Only some lines are wanted. Transcribe, exactly, the lines below from the line with "The height and width of the screenshot is (442, 868)." up to and including the line with "What do you see at coordinates (77, 383)".

→ **MATERIAL FOR THE TASK**

━━━━

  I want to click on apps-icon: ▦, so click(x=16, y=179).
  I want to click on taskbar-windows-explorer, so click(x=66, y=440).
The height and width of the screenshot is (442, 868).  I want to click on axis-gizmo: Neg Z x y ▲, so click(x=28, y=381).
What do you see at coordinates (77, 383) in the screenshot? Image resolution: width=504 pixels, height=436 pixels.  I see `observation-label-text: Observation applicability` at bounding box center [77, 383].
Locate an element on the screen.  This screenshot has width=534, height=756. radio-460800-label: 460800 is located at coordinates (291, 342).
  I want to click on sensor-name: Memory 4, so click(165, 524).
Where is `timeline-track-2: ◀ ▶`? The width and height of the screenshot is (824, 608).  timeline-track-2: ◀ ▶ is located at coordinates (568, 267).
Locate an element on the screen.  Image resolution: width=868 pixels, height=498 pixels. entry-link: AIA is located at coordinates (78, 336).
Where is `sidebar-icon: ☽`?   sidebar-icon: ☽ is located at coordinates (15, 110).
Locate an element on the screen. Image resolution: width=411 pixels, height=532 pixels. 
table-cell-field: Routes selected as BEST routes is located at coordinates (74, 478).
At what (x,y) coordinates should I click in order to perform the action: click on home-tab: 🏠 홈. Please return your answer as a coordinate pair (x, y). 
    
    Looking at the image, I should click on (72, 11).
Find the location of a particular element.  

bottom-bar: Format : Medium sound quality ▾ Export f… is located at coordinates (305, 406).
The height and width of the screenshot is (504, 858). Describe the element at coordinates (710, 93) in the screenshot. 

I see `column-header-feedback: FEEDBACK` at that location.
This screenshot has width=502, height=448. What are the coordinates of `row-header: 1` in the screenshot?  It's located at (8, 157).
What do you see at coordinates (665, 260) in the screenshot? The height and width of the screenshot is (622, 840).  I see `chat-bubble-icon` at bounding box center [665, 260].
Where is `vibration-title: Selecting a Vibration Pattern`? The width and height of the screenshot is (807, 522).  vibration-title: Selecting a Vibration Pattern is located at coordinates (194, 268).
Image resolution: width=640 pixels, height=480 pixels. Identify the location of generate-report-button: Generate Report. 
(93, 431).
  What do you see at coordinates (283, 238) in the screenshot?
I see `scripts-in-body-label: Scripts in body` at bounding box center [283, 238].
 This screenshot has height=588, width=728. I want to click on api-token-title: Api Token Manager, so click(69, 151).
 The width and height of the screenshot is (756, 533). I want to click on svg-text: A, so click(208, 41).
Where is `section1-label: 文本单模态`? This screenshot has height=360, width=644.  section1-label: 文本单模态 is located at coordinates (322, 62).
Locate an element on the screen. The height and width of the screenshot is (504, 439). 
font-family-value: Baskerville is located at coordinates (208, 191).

━━━━

→ **RESULT BELOW**
The height and width of the screenshot is (442, 868).  I want to click on axis-gizmo: Neg Z x y ▲, so click(x=28, y=381).
What do you see at coordinates (77, 383) in the screenshot? Image resolution: width=504 pixels, height=436 pixels.  I see `observation-label-text: Observation applicability` at bounding box center [77, 383].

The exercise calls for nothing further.